Agent impersonation and token abuse enforcement
OAuth tokens are the primary breach vector for agent-to-SaaS access. AI agent protection detects token replay, session hijacking, and caller-binding anomalies in real time, blocking abuse before it can be logged for later review.
Active response
This means terminating a compromised session, isolating an agent exhibiting attack-pattern behavior, and blocking the action inline rather than after the fact. The response happens while the attack is still running.
Where most AI agent protection falls short
Behavioral analysis that operates without full context produces noise. An enforcement layer that sees tool call structure but not the original task, the model's reasoning, or what the tools returned can't reliably distinguish a legitimate multi-step workflow from an attack that follows the same structural pattern. The signal-to-noise problem is ultimately a data problem.

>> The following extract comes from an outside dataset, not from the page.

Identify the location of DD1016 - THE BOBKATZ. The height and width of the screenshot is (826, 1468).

Enforcement quality depends on how completely the session is represented in the detection context.
AI Agent Security Compared to AI Agent Protection
AI Agent SecurityAI Agent ProtectionPrimary focusAccess governance and identity, observabilityRuntime threat enforcementWhat it seesTool call metadata, auth events, permission scopesTool call content, session behavioral sequences, full contextCore valueWhich agents can do what, and what is happeningWhat is actually happening and real time remediationSession contextNoYesBehavioral analysisNoYesThreat detectionLimitedBehavioral and semanticIncident responseLogging and alertingActive response capabilitiesInline enforcementNoYes
Category labels are blurry, however, the underlying distinction between observability and enforcement hasn't changed. AI agent security tells you what's happening, while AI agent protection stops attacks from finishing.

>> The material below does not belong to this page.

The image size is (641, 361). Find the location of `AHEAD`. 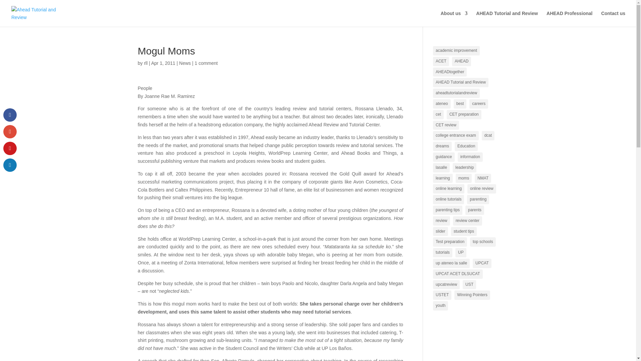

AHEAD is located at coordinates (462, 61).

The Practical Recommendation
AI agent protection builds upon the foundation of agentic security. Identity controls establish who agents are and what they're permitted to do. Discovery tooling surfaces what's actually running. Audit logs create the forensic record that matters when you're investigating an incident after the fact. Without this layer, there's no governance baseline, no permission boundary to enforce against, and no evidence chain when something goes wrong.
AI agent protection takes action to enforce at runtime. The behavioral baseline that detection is measured against comes from the governance record. The permission scope for enforcement is defined by the access layer. The session context that makes detection meaningful is built on top of logged agent identity. Protection without governance is enforcement without a reference point. Governance without protection is a record of attacks that weren't stopped.
The space between them is where the real exposure lives. Multi-stage attacks that use authorized access as their mechanism. Prompt injection sequences that develop across a session without triggering a single authorization failure. Token abuse that looks exactly like normal agent-to-SaaS communication at the credential layer. Closing that exposure requires enforcement that holds the full session, integrates behavioral signal with the governance record, and acts at the speed agents operate. The log entry that captures the incident is not the same as the control that prevented it.
The agent security market will keep consolidating capabilities across both layers. Organizations building their architecture now should consider an enforcement tool that covers both requirements.